Preview
The premise of this book can be simply stated: The most basic problem in the United States is confusion between itself, a nation-state, and an idea, America. And because of the position that the United States currently occupies, its basic problem is an important problem for the whole world. The solution to this problem can also be simply stated: People, especially world leaders, should speak in a way that eliminates, or at least mitigates, this confusion. This book advocates a distinction that everyone knows and that everyone knows is correct; yet the distinction is constantly violated in practice. The violations are so common that there is only a dim awareness that there is any problem at all. That is why it is the most basic problem in the United States, a problem that influences U.S. foreign policy and every aspect of domestic life.
“America” from the beginning of its existence has referred both to an idea and to a continent. As a result, when the United States equates itself with America it does two things: it confuses the country with a mythical idea and it obscures the existence of other American nations. If the United States regularly referred to Germany as “Europe,” that would understandably draw protests from France, Italy or Spain. And yet European leaders consistently refer to Europe and America when clearly they are referring to Europe and the United States.
The distinction advocated in this book is thus a struggle on two fronts. First, the distinction is an insistence that the United States is a nation, not an idea. Second, the distinction recognizes that the United States is one of the nations on the American continent. Consequently, if the distinction between “the United States” and “America” were put into practice, it would have two effects: It would restrain the United States in its missionary impulse toward the rest of the world and it would encourage bi-lateral relations with other American nations.
A clear distinction between the American nation of the United States and the mythical idea about that country would make possible a better politics. However, the possibility should be acknowledged that if this distinction were ever to be consistently made, the country might literally fall apart. Many U.S. people believe in America but they do not accept the nation-state of the United States and its government. Presidential elections since 2008 have shown that it is no exaggeration to say that the existence of a United States has become an issue.
The election and re-election of a black president seemed to bring to the surface the unresolved problem of the unity of the United States and the identity of “the American.” The most potent problem from the beginning of the country was slavery. The grand words on equality in the 1776 Declaration were contradicted by the fact that the author of the document and many of its signers were slaveholders. The authors of the U.S. Constitution tried to avoid the issue of slavery; they did not even use the word. They only postponed the showdown that occurred with the United States’ Civil War. Slavery was finally outlawed, and in the immediate aftermath of the war there was an attempt to create a new union, starting with the thirteenth, fourteenth and fifteenth amendments. The reformers succeeded in re-establishing a union of states but the forces of disunion never went away.
The union that resulted was not mainly a political unity but a union of states tenuously held together by the idea of America. The country today bears a similarity to the country in the 1850s but with higher stakes for the world. There is appeal on both right and left to “the nation conceived in liberty” but the name of a group such as the Tea Party appeals to an event before the United States existed. The question today is whether a flawed United States Constitution, which is extremely difficult to amend, can be the basis for an effective political union in the twenty-first century. At present, it is a practical impossibility to get this question directly addressed.
Underneath the claim that “America is the greatest nation in history” is a shaky hold on the faith. The unity and stability of the United States may be more tenuous than is usually recognized. A poll in 2014 found that almost one-fourth of the people in the United States “strongly support or tended to support” the secession of their state from the union. As the example of the Soviet Union shows, the dissolution of a fragile union can be rapid. If U.S. people were to stop believing in America, the many people who “hate America” might get more than they have wished for. Celebrants of America in the sovereign states of South Carolina or Texas might have a chance to discover what life would be like without the help of the United States.
At least for the present, the United States is “too big to fail.” What the United States has and what the Soviet Union lacked is a world of co-dependents. The fall of the Soviet empire caused tremors around the world; but the break-up of the United States would set off a tidal wave of uncontrollable effects. The world might eventually be better off without the United States but a preferable course would be that the United States move toward becoming a political unit that can realistically look at its strengths and its failures, and become one nation within a community of nations.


Task goal
Across the data below, count every line where the string "Negativação" appears. Answer with the number alone.

──────────────────────────────

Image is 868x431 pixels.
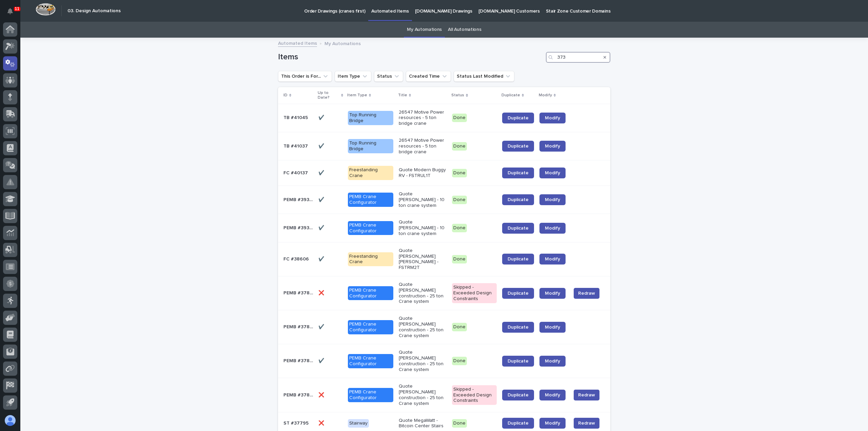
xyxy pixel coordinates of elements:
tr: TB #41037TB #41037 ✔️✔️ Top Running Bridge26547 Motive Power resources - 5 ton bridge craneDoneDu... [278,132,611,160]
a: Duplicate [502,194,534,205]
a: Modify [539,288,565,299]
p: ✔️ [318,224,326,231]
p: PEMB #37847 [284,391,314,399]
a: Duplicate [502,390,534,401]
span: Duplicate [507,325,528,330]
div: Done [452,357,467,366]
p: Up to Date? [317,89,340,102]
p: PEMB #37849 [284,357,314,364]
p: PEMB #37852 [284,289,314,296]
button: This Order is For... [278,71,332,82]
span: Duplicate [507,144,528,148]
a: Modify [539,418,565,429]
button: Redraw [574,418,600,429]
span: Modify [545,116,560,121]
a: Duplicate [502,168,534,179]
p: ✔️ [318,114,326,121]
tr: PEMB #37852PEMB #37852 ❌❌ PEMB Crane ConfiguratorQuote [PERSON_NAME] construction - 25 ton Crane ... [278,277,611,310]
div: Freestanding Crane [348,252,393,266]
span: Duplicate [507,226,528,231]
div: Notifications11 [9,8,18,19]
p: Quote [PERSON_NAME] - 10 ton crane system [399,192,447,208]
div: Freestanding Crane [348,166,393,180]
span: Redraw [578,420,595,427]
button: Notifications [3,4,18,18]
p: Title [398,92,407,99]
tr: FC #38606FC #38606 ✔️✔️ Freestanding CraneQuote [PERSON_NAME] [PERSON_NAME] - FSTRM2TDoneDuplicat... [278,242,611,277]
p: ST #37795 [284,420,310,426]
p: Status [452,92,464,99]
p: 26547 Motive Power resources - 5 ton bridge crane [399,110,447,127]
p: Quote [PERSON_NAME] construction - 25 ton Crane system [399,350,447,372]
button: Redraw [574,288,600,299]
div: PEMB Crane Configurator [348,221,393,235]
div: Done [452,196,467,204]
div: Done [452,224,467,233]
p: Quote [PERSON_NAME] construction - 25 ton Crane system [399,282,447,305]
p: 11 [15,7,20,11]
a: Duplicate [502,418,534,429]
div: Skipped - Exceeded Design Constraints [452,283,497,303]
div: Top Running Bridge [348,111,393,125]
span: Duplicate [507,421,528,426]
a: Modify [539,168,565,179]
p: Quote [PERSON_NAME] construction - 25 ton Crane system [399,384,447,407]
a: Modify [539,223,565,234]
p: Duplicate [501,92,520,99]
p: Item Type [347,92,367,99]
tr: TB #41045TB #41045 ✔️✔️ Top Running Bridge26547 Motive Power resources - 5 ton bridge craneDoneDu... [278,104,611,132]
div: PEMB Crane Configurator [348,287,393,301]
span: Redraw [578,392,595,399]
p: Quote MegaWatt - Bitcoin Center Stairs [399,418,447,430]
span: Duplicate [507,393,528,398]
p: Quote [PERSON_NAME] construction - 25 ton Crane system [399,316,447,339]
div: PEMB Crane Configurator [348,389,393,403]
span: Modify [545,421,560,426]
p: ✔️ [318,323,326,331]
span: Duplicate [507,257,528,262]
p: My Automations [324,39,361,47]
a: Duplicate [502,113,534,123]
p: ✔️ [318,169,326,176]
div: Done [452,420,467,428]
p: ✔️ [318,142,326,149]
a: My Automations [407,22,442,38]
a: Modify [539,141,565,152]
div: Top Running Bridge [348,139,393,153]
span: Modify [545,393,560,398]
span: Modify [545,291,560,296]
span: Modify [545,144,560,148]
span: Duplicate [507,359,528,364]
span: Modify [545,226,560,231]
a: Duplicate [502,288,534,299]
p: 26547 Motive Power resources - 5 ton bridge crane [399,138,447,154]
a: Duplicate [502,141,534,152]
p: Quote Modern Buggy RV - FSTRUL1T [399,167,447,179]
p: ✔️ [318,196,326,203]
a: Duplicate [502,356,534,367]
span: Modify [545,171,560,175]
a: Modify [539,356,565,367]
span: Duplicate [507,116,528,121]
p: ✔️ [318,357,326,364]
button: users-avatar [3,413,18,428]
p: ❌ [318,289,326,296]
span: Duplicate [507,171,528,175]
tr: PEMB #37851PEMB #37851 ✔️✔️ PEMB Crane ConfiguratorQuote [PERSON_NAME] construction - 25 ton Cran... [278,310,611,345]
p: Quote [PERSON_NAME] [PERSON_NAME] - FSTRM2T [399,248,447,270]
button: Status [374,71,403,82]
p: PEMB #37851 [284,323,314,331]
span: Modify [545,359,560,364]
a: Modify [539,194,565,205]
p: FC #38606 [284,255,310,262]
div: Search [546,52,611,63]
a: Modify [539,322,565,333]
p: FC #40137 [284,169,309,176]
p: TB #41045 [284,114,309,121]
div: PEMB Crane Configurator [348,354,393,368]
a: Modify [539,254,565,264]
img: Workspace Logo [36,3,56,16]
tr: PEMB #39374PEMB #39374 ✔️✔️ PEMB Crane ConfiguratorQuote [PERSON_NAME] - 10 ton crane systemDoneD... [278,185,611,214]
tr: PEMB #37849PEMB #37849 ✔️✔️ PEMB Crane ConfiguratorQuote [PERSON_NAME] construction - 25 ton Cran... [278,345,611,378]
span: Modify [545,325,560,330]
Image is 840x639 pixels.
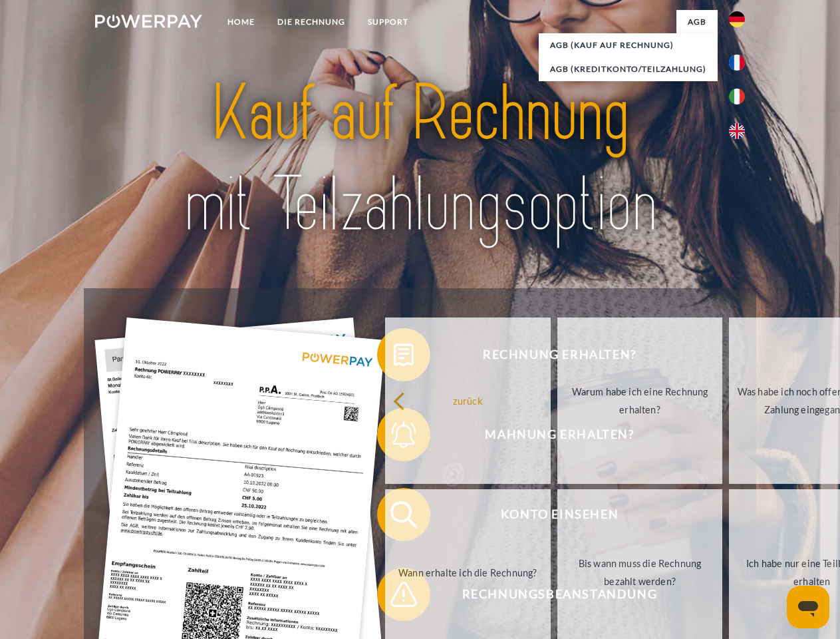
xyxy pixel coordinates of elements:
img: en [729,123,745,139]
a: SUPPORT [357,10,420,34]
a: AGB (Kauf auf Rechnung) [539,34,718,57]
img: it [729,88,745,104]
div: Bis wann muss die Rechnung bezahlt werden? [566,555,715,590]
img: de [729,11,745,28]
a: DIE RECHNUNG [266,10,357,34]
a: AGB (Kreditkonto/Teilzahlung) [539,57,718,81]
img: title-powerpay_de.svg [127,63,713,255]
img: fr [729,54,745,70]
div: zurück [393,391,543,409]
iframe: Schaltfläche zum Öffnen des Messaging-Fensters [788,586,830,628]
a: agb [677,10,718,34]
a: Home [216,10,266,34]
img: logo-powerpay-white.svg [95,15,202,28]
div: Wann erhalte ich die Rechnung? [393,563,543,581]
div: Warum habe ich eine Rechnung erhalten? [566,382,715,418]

──────────────────────────────

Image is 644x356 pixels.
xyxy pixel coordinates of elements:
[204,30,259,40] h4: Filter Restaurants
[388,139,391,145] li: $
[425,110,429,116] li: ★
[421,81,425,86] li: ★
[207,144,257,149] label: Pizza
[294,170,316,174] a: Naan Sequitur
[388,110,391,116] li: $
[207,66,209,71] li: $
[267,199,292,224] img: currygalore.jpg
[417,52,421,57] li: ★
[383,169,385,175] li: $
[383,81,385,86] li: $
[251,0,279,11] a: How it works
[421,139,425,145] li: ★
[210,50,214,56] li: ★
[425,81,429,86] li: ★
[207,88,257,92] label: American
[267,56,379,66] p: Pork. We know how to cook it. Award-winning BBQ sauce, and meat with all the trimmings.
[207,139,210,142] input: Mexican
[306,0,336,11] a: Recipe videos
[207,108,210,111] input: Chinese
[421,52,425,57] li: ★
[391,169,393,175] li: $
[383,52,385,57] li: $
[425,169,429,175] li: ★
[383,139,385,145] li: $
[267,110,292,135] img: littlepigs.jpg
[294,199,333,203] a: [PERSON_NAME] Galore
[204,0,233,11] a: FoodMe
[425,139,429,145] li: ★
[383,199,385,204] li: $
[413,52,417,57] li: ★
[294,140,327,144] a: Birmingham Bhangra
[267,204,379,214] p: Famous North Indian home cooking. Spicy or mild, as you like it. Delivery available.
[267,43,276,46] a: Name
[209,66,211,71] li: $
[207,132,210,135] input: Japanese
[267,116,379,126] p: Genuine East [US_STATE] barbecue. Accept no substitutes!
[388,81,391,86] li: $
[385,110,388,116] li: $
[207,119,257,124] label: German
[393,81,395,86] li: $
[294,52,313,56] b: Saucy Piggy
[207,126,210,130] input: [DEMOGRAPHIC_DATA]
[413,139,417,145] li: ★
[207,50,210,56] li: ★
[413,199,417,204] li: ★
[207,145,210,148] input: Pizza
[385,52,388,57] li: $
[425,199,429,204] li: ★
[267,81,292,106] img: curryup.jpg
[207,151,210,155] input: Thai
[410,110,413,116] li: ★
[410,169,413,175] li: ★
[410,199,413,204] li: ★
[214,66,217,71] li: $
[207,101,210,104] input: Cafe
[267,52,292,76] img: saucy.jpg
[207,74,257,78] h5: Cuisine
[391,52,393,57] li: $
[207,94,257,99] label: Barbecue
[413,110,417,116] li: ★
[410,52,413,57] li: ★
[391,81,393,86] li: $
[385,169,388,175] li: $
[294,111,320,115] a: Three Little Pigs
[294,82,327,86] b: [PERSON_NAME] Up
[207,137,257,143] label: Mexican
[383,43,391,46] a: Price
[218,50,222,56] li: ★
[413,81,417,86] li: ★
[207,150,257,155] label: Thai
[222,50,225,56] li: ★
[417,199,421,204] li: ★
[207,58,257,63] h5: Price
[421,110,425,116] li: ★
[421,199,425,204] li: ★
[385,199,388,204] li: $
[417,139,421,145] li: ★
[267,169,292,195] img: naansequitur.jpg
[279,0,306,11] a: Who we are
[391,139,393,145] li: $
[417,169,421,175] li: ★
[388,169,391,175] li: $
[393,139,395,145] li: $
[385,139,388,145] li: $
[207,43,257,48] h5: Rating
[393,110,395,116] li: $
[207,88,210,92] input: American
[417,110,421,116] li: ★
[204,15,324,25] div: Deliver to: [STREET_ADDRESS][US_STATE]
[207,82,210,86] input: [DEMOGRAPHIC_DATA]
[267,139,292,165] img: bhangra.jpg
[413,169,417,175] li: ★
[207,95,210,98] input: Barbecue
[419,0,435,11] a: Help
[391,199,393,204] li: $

──────────────────────────────

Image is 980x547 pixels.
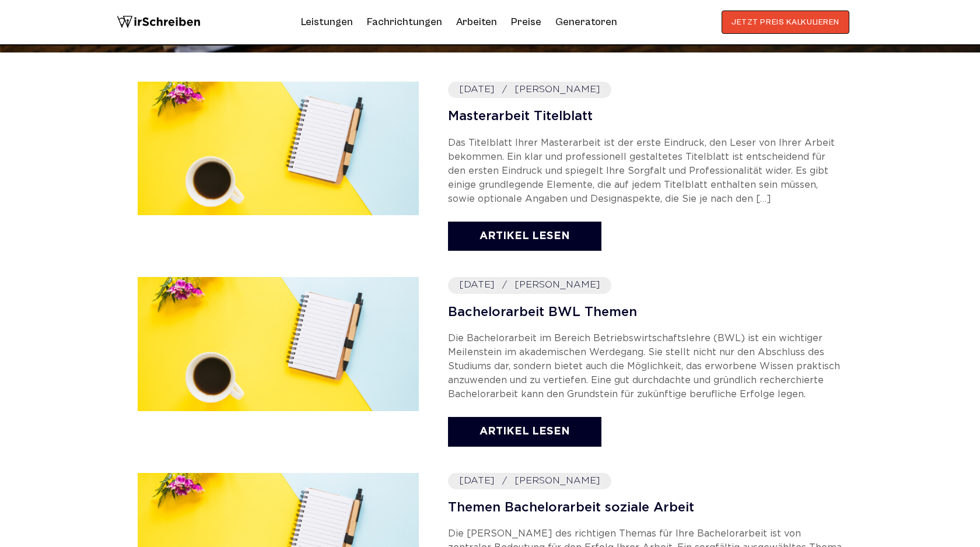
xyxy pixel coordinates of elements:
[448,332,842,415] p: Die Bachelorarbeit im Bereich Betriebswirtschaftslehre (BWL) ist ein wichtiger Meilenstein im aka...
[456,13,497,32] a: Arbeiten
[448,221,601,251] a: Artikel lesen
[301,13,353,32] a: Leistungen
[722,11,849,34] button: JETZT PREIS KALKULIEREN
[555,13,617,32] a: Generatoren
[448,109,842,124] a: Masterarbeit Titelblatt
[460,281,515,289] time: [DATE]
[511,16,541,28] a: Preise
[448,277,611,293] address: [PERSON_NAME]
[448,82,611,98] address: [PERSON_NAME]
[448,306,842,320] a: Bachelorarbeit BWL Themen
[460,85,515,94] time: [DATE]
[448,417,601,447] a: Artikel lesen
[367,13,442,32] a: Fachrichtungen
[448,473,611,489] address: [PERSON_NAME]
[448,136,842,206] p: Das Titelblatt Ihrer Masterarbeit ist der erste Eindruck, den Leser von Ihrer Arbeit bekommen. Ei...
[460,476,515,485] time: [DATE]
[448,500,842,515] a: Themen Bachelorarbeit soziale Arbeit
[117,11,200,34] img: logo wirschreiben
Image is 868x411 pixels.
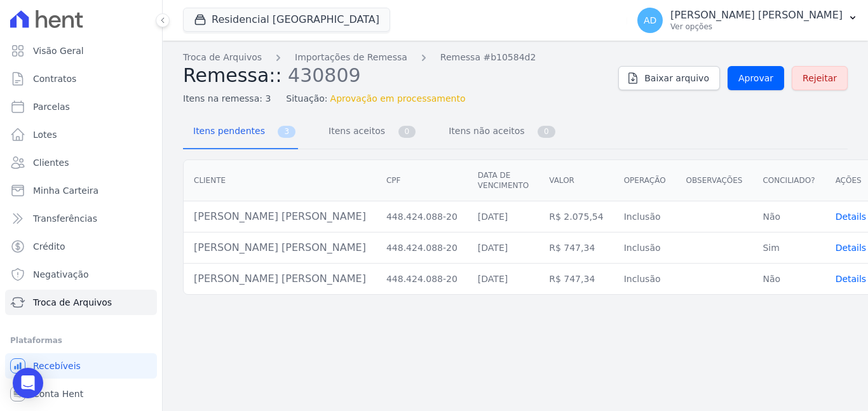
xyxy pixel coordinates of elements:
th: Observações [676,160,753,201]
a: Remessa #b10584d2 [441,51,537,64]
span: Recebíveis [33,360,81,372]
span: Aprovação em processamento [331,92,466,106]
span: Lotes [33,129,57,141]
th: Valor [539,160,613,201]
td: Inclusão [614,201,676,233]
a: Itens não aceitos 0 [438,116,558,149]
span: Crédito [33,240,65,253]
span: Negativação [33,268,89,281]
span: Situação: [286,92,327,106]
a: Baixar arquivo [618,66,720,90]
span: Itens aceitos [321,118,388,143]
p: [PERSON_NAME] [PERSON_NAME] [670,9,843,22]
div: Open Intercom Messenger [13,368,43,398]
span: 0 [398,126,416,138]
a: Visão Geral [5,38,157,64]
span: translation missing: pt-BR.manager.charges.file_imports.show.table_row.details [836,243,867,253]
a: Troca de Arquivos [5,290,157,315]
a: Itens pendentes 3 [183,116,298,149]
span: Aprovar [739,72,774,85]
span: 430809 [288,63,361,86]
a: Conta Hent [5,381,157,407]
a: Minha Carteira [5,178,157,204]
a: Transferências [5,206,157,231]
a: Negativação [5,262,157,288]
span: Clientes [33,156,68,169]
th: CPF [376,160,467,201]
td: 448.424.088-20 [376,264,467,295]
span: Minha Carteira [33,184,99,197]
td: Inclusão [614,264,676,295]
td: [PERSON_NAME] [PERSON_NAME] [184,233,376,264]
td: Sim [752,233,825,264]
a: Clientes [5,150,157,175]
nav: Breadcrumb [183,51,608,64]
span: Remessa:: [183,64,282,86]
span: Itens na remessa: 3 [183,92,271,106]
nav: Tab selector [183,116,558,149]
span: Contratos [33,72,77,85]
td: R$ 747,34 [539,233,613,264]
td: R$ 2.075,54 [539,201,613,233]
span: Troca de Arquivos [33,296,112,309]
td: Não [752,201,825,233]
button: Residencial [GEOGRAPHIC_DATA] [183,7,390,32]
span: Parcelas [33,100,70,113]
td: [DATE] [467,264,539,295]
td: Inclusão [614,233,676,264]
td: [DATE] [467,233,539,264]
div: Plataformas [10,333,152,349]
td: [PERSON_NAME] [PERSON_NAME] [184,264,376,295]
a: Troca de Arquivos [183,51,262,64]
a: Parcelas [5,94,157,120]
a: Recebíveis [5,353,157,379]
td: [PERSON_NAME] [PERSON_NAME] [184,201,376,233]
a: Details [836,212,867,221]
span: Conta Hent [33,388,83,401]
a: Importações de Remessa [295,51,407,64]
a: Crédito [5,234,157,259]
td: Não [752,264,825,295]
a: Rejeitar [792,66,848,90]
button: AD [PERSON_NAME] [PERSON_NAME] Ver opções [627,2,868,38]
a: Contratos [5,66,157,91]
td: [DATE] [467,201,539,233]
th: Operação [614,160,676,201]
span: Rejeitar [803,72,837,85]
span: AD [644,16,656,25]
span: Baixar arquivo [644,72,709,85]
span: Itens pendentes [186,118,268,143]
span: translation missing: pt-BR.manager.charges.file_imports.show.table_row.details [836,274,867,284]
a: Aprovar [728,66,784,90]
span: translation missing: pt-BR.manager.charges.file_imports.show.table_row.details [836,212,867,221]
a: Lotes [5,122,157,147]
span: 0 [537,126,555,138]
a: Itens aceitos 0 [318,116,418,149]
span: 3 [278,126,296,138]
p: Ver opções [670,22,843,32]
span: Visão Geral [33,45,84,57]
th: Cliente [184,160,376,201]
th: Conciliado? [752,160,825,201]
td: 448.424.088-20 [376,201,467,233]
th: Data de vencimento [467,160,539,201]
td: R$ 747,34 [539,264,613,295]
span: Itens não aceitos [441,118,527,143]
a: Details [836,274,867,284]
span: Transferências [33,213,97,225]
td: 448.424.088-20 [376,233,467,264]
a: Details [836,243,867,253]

──────────────────────────────

Exercise result
2